That's about what I expected you to say.
Except I followed it with a negating bit of rationality you appear to have misplaced. Or, average isn't stupid any more than average is a Mensa applicant and the greater part of humanity is found around that line in the intellectual sand.
Because ultimately, you agree with me.
No.
As a lawyer, you have to presuppose that I am correct
As a lawyer, I wouldn't.
You just don't want to admit it publically.
In the same way and for the same reason that I don't want to admit that cheese is a vegetable.
You don't want people to realize it and take it seriously. After all. It's your livelihood. You make money off of peoples' stupidity.
Look, let's focus on the particular thing here. Expanding the list of things you don't appear to fully understand will only drag this out.
In case any reader is interested: I once heard about a case in which one of the attornies asked the jury pool, during voir dire proceedings, whether anyone had a problem with accepting the medical testimony of a chiropractor as medically equivalent to a back surgeon's.That takes a special kind of stupid. And the attorney was looking to find it in the jury pool.
When I had a guilty client I mostly tried to pack it with philosophers. Best way to prolong the thing and even money you'd get a hung jury. . . or, failing, one everyone would agree should be.
I've taught university courses. I've graded papers. I beg to differ.
All that education and you still don't know better than to hang your opinion on the anecdotal. Remarkable.
Aliens. Do I really need to say more?

lain:
He was innocent. He was a decent and good human being.
He was a man well loved by many and respected by more, but one who held a dim view of the general public and appealed to elitists, some of whom, buying in, caused a great deal of suffering and injustice among the people of Athens.
Those people ultimately held him accountable. The charges were only the means and even then it was a slim majority and he was afforded the opportunity to be heard in defense. This was no lynch mob and the remedy he supplied in his sentence hearing, a phase that could have and likely would have saved him had he treated it with less disdain, was at the heart of his fate. Socrates might as well have engineered his own suicide. To many, that's precisely what he did.
His fault was that he made certain people look bad. When he talked to them one on one, he made them realize that they didn't know what they were talking about. They felt foolish. And they looked foolish in front of everyone else present at these conversations. So they decided to use their fancy talk and their public displays to get him killed.
No, that's the straw man in your head. It wasn't intellectual against some sort of nose picking mob that he'd offended/shown up enough times that it wanted a brutal revenge. Until you pull your head out of that conviction you're only going to see reflections of the truth on a wall of sorts, assuming there's light enough.
That's what happened. You tell me I should read Waterfield? I've already read Plato. He was a bit closer to the events. :nono:
I didn't say you should read Waterfield for the speeches, but for a context you don't appear to bring to it and that Plato, by virtue of his admiration and agreement, couldn't possibly give you, wouldn't be interested in giving you.
St. Paul wasn't exactly an average joe. :idunno:
But Peter was a fisherman. A guy you'd turn your nose from if Christ hadn't shoved him to the front of the line. God didn't pick Peter because he was an intellectual. He wasn't. He picked Peter because he was weak in ways that would magnify God's grace and strength, would by his nature lean into God, recognizing it...it's man's weakness that is his greatest strength when it comes to God...intellectuals are too often like the rich young ruler or a certain man staring into a pool. What we love shapes us.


TASK GOAL
Your reply should be one number: how many lines of the material contain the word "item".

RECORD EXTRACTS
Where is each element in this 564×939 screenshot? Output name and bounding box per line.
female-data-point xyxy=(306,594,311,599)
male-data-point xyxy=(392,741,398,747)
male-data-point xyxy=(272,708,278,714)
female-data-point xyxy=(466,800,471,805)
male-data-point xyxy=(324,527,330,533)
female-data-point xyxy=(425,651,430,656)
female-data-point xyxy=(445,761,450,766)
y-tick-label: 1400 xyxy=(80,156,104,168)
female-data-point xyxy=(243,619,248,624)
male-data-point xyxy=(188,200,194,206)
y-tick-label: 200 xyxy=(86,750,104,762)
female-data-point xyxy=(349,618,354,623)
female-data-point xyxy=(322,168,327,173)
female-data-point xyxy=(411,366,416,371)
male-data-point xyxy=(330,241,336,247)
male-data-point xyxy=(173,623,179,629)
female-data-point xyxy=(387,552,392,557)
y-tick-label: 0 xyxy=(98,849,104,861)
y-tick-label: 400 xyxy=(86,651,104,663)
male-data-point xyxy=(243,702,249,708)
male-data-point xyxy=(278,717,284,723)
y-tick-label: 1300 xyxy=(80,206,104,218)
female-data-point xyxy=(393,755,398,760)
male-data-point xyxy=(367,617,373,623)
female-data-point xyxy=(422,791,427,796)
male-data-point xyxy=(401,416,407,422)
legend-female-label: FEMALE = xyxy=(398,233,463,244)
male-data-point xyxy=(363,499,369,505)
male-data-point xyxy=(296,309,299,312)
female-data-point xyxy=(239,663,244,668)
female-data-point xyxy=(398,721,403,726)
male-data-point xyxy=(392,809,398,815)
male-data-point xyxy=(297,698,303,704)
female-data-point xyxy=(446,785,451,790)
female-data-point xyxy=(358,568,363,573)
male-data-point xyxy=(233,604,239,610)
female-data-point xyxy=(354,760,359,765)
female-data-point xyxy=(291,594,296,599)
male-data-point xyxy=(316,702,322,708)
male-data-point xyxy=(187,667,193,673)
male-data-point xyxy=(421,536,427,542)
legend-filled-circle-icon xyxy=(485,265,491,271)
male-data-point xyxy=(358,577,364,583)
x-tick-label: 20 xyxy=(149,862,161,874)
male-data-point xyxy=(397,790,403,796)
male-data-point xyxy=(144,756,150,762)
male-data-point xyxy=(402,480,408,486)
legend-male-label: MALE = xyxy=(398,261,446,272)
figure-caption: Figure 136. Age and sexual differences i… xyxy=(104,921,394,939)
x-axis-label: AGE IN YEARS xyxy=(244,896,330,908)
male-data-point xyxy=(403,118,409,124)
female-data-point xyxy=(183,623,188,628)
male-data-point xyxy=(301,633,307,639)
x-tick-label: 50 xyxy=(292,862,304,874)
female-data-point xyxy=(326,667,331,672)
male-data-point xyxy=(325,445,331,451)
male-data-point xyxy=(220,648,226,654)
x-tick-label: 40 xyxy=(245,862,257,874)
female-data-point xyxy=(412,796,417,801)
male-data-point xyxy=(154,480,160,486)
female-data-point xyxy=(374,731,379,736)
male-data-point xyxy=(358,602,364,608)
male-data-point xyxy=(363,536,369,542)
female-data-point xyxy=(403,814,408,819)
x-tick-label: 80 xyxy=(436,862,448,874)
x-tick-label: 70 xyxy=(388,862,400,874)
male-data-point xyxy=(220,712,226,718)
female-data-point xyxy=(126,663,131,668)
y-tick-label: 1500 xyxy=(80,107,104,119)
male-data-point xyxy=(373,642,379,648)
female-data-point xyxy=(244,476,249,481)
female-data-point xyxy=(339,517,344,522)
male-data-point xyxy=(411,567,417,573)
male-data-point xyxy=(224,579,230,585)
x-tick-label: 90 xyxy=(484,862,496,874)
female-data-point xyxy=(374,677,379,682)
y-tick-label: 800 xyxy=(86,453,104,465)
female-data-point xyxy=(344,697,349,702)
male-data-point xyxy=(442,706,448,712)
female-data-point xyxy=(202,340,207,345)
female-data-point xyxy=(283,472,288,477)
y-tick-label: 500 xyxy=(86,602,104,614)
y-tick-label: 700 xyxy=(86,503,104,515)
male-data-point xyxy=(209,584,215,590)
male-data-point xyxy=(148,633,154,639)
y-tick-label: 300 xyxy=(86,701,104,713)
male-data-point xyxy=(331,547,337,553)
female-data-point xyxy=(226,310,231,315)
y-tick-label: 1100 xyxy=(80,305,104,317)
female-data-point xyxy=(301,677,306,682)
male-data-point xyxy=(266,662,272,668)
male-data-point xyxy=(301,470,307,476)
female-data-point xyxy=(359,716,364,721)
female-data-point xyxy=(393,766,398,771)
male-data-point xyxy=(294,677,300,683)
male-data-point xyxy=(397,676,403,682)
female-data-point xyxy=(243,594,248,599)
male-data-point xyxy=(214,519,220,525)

---

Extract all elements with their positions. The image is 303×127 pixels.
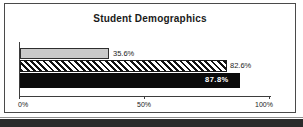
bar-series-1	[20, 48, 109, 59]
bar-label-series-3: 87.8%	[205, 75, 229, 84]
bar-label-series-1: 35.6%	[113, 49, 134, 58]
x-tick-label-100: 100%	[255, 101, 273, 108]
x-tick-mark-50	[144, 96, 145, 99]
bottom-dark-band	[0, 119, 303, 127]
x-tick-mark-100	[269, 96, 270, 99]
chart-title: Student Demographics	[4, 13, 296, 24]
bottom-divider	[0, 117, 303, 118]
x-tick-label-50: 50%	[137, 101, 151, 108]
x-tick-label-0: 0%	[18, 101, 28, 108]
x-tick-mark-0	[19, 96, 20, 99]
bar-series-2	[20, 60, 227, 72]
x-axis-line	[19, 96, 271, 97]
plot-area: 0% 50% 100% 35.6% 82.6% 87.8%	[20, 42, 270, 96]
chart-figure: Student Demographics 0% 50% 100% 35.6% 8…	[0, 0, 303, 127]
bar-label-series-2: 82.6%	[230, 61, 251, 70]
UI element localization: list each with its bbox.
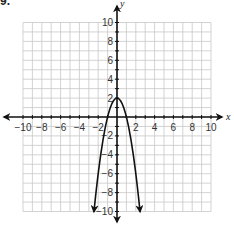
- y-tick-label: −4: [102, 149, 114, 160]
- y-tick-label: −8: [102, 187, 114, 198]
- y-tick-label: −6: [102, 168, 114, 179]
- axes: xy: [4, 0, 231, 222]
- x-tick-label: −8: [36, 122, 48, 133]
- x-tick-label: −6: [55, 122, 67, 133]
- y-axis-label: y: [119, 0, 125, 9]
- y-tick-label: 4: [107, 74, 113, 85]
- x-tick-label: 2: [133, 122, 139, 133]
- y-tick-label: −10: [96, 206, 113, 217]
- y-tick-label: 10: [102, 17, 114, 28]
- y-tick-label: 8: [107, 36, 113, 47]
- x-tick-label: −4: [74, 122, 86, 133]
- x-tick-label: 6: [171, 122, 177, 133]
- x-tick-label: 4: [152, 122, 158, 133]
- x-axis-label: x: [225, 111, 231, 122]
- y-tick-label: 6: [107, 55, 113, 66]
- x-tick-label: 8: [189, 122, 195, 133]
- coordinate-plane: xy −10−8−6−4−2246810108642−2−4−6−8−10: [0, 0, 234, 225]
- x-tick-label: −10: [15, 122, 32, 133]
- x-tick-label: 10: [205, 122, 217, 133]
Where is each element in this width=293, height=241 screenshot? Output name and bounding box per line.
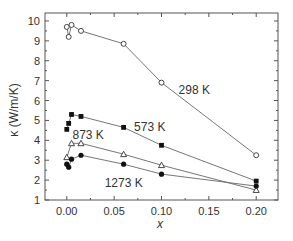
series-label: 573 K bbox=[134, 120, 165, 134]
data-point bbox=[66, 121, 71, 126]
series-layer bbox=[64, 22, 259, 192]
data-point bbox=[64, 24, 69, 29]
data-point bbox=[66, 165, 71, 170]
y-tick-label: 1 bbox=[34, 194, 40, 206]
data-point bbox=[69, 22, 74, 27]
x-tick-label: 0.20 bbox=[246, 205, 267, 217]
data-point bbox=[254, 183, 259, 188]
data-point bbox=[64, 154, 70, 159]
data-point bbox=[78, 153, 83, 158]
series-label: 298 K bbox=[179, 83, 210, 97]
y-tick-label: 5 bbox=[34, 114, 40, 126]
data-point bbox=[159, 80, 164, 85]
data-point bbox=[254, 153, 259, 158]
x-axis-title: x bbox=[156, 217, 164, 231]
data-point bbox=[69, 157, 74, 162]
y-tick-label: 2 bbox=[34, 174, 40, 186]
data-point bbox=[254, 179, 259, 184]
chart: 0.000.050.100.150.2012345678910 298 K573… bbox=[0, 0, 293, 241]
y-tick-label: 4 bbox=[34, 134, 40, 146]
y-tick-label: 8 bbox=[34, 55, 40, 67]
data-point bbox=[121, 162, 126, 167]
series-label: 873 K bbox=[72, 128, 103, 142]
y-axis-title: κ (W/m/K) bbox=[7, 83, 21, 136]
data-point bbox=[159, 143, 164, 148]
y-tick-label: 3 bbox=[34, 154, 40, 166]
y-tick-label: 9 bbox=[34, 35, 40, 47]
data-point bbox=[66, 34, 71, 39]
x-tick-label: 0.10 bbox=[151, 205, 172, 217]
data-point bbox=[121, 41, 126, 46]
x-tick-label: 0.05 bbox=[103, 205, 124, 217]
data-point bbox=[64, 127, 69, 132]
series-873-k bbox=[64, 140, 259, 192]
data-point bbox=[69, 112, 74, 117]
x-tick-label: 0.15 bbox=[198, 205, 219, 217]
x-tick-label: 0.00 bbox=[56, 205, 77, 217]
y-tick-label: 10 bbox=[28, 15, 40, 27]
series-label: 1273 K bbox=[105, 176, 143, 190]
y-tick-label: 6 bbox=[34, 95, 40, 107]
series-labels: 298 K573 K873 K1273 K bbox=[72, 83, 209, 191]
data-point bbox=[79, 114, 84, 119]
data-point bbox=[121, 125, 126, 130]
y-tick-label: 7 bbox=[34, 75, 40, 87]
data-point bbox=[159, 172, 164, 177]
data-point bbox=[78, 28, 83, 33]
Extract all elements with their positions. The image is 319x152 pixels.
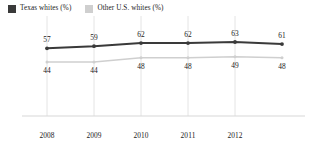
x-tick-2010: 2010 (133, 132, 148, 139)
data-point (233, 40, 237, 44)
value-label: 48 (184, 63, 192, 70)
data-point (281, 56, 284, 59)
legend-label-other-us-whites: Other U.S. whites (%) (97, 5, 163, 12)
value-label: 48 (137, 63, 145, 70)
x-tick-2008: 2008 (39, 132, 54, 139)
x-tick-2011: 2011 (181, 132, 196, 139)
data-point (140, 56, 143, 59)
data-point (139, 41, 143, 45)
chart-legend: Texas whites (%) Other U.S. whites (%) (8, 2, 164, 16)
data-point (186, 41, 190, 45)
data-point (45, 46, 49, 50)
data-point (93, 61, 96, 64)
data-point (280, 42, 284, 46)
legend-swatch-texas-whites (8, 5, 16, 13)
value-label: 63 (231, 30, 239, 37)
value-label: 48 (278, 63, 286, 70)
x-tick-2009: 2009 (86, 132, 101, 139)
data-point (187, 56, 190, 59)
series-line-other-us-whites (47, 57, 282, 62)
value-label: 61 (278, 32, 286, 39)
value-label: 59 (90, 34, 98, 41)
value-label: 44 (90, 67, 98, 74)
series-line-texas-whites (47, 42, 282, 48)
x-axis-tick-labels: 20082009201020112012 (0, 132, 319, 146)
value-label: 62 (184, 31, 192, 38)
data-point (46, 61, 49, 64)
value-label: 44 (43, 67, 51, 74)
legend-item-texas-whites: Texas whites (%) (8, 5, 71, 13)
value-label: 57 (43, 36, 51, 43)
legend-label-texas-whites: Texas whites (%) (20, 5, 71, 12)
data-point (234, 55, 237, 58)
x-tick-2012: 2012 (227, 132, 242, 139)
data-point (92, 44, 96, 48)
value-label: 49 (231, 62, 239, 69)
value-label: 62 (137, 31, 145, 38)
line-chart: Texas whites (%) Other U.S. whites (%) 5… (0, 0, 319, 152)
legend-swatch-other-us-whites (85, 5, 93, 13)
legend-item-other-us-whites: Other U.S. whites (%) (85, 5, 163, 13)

SOLUTION FOR THIS PROBLEM
2